Turning the dirt: Ground broken on Baker County Schools' Agricultural Education Center

Oct. 12—NEWTON — Small towns have been hit hard by population loss. Many students in such communities graduate from high school, leave for college and never return.

For those who don't have the option of college and stay behind, there needs to be an opportunity to get skills that will allow them to get good-paying jobs, Baker County School Board Chairman Malcolm Parker said Wednesday.

Speaking to an Albany Herald reporter prior to the ground-breaking ceremony for the school system's new Agricultural Education Center next to the school campus, Parker said, "We are starting with the ag program. We are very excited that we're going to further train students because we live in the middle of ag country. We want to train those who will not go to college."

The facility, made possible by $200,000 in state funding, will include classroom space, a shop for small-engine instruction, a tractor for instructional purposes and include welding and basic carpentry, Parker said.

"We have a greenhouse where they are doing some things," he said. "It's going to be very versatile.

"We did have an ag program when I was in school, and I have used what I learned in that and shop class more than anything except the basic classes."

For Baker County K-12 junior Yllen Hernandez, the Agricultural Education Center will be a great place for area students to learn valuable skills, including welding and growing vegetables like tomatoes and lettuce.

"I think it'll help us," Yllen, who is in her sixth year with the school system's Future Farmers of America, said. "My daddy used to be a farmer. I kind of grew up farming. I've thought about being an ag teacher, because a lot of my family also work in greenhouses."

The center will include an agriculture mechanics pathway, said agriculture instructor Jacob Floyd, who also is the FFA advisor and is in his first year at Baker County.

"It will allow kids to have hands-on learning," he said. "That's one of the things we're going to work toward giving these students."

The two legislators who worked to secure funding, state Sen. Freddie Powell Sims, D-Dawson, and Cuthbert Republican Rep. Gerald Greene, are both retired teachers. The two attended a meeting with state Board of Education officials at which they told Baker County representatives that the first thing to make clear was that there was no money available for construction.

The two promised to each bring in $100,000 in funding from their respective legislative houses.

"On the way home, I called Freddie and said, 'How in the world are we going to get $100,000?'" Greene said during remarks to the audience of about 65 students, educators, community members and local and state officials.

The lawmaker said he begged and pleaded for funding, and both he and Sims were successful.

"It's all about you, the students of Baker County," he said. "It's all about what we can do to support these communities."

Sims said with her background as a teacher, and with a family that includes two grandfathers and a husband who farmed, she is interested in helping students in Georgia's rural areas.

"I enjoy doing anything I can for students," she said. "They are our future. Without resources, they can't do what they need to do. They need resources to do well.

"Working across the aisle to get things, that's the way you have to do it. It's not a 'me' job, it's a 'we' job. These children deserve the same things every student in America does."

Baker Schools Superintendent Roy Brooks kicked off the program preceding the ground-breaking by summing up Sims' and Greene's contribution: "You two have made this dream a reality," he said.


■ Goal of the exercise: Write out the whole listing again, exactly as given.

■ Extracted data:

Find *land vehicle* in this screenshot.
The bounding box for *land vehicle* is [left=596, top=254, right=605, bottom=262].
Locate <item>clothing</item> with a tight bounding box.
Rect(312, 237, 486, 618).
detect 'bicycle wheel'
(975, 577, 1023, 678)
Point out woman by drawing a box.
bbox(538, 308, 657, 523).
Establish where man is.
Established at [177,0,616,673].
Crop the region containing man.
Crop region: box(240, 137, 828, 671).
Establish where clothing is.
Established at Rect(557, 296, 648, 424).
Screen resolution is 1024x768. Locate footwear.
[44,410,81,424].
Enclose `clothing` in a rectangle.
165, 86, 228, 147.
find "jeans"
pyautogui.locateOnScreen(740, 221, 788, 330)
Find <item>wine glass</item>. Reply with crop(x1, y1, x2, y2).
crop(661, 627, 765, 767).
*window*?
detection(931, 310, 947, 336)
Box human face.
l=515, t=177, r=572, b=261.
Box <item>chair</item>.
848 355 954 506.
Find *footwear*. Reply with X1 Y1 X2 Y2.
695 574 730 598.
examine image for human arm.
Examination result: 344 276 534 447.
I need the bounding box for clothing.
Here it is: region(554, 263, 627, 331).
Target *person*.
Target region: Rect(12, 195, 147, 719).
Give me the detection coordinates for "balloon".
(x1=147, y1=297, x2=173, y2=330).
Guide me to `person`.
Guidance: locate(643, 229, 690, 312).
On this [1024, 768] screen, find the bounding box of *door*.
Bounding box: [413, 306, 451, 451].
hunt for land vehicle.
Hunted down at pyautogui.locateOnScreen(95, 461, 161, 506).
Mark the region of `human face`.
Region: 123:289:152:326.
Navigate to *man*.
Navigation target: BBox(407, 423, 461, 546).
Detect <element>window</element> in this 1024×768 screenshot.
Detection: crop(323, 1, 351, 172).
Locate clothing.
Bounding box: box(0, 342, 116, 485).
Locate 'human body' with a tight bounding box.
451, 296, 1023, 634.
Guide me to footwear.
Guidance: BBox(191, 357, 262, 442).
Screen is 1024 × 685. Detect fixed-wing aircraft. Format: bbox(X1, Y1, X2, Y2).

■ Solution for this problem:
Find *land vehicle* in this screenshot.
The bounding box for *land vehicle* is [left=596, top=254, right=605, bottom=262].
Locate <item>clothing</item> with a tight bounding box.
Rect(312, 237, 486, 618).
detect 'bicycle wheel'
(975, 577, 1023, 678)
Point out woman by drawing a box.
bbox(538, 308, 657, 523).
Establish where man is.
Established at [177,0,616,673].
Crop the region containing man.
Crop region: box(240, 137, 828, 671).
Establish where clothing is.
Established at Rect(557, 296, 648, 424).
Screen resolution is 1024x768. Locate footwear.
[44,410,81,424].
Enclose `clothing` in a rectangle.
165, 86, 228, 147.
find "jeans"
pyautogui.locateOnScreen(740, 221, 788, 330)
Find <item>wine glass</item>. Reply with crop(x1, y1, x2, y2).
crop(661, 627, 765, 767).
*window*?
detection(931, 310, 947, 336)
Box human face.
l=515, t=177, r=572, b=261.
Box <item>chair</item>.
848 355 954 506.
Find *footwear*. Reply with X1 Y1 X2 Y2.
695 574 730 598.
examine image for human arm.
Examination result: 344 276 534 447.
I need the bounding box for clothing.
Here it is: region(554, 263, 627, 331).
Target *person*.
Target region: Rect(12, 195, 147, 719).
Give me the detection coordinates for "balloon".
(x1=147, y1=297, x2=173, y2=330).
Guide me to `person`.
Guidance: locate(643, 229, 690, 312).
On this [1024, 768] screen, find the bounding box of *door*.
Bounding box: [413, 306, 451, 451].
hunt for land vehicle.
Hunted down at pyautogui.locateOnScreen(95, 461, 161, 506).
Mark the region of `human face`.
Region: 123:289:152:326.
Navigate to *man*.
Navigation target: BBox(407, 423, 461, 546).
Detect <element>window</element> in this 1024×768 screenshot.
Detection: crop(323, 1, 351, 172).
Locate clothing.
Bounding box: box(0, 342, 116, 485).
Locate 'human body' with a tight bounding box.
451, 296, 1023, 634.
Guide me to footwear.
Guidance: BBox(191, 357, 262, 442).
Screen is 1024 × 685. Detect fixed-wing aircraft. Format: bbox(X1, Y1, X2, Y2).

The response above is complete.